[[ The data, beginning ]]
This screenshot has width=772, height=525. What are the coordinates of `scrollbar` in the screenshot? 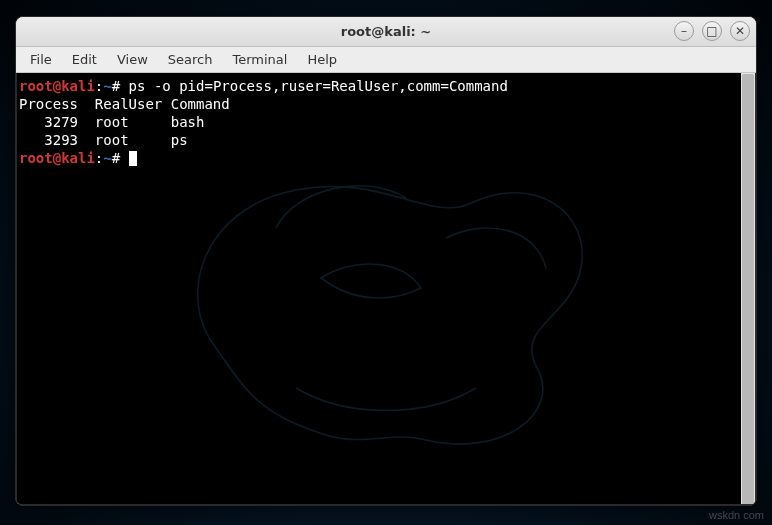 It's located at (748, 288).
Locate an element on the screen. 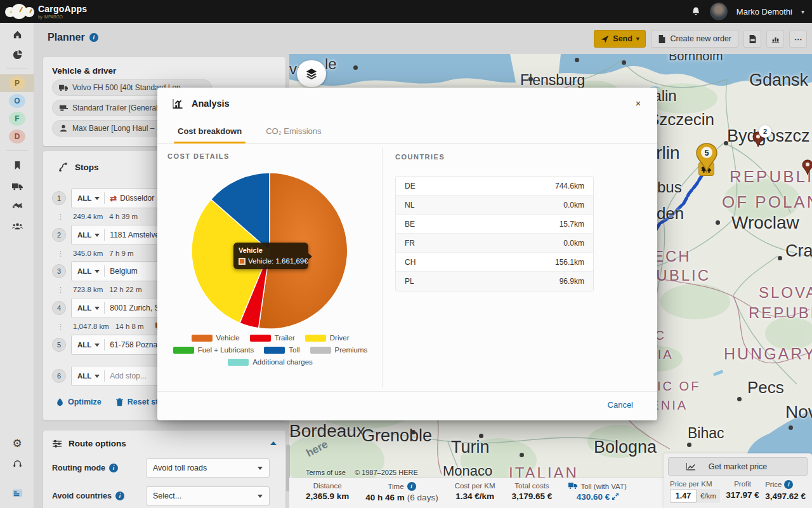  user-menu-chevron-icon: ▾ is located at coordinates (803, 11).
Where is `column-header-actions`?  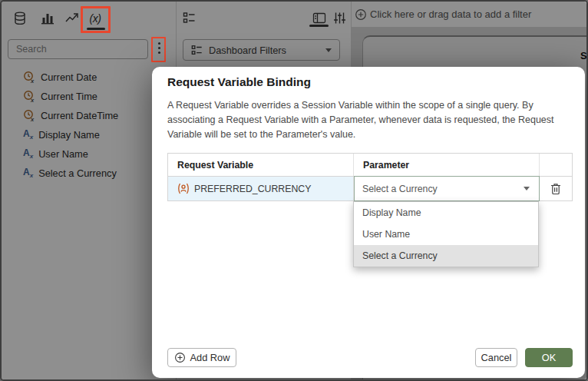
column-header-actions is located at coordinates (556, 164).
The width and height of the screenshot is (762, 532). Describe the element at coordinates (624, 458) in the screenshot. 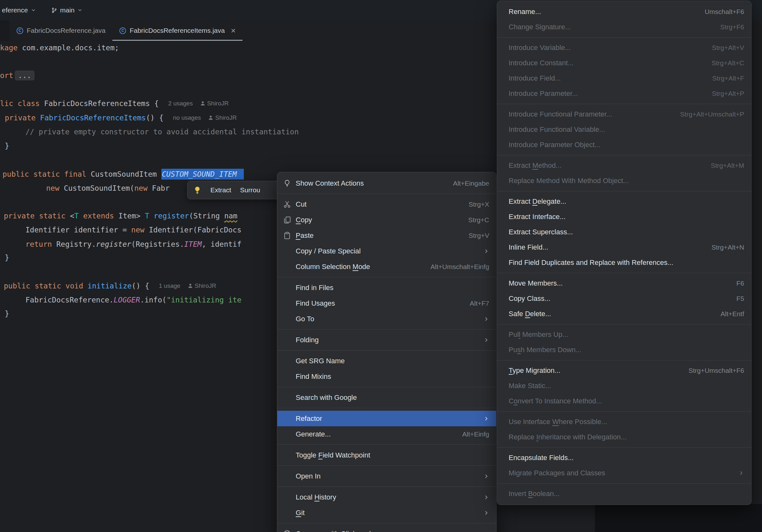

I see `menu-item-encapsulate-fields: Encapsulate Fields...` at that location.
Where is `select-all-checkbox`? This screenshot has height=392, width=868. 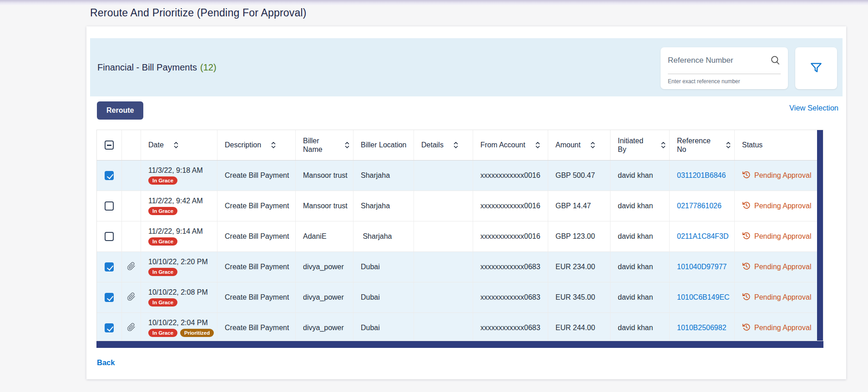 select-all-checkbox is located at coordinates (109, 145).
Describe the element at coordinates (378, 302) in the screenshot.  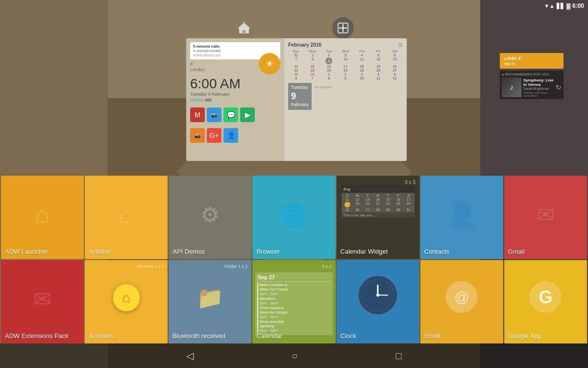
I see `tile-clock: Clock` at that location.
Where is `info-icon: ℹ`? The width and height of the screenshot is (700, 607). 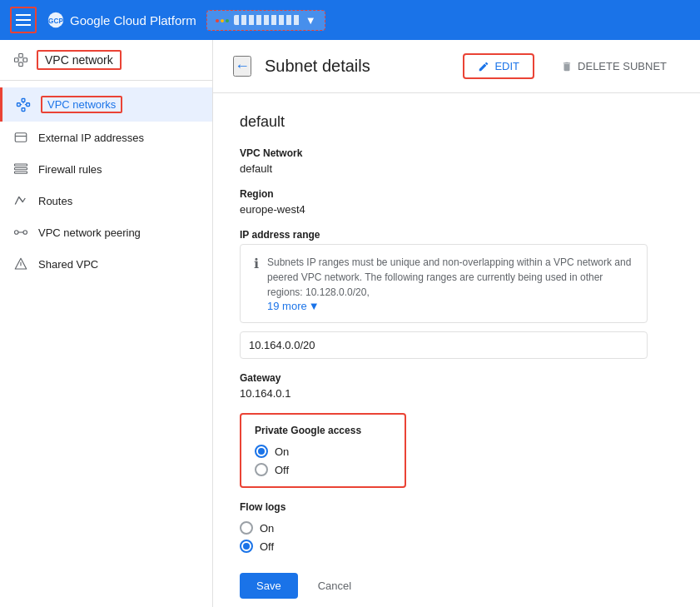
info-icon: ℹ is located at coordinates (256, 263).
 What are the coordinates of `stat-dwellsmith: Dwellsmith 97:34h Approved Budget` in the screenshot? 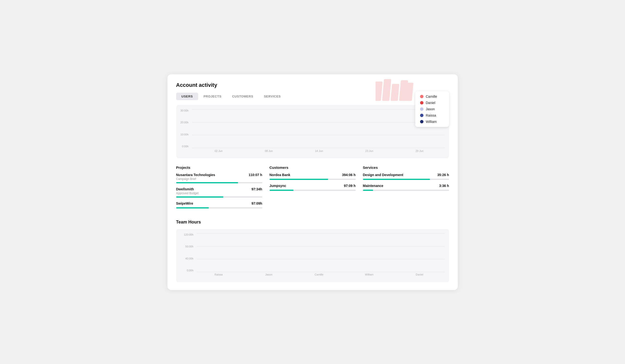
[[ The data, end ]]
How to complete this task >>
Your answer should hold only the lines from the line with "Describe the element at coordinates (378, 302)" through the closing line of the records, restated exactly and free of pictures.

Task answer >>
Describe the element at coordinates (378, 302) in the screenshot.  
I see `tile-clock: Clock` at that location.
Where is `info-icon: ℹ`? The width and height of the screenshot is (700, 607). 
info-icon: ℹ is located at coordinates (256, 263).
 What are the coordinates of `stat-dwellsmith: Dwellsmith 97:34h Approved Budget` in the screenshot? 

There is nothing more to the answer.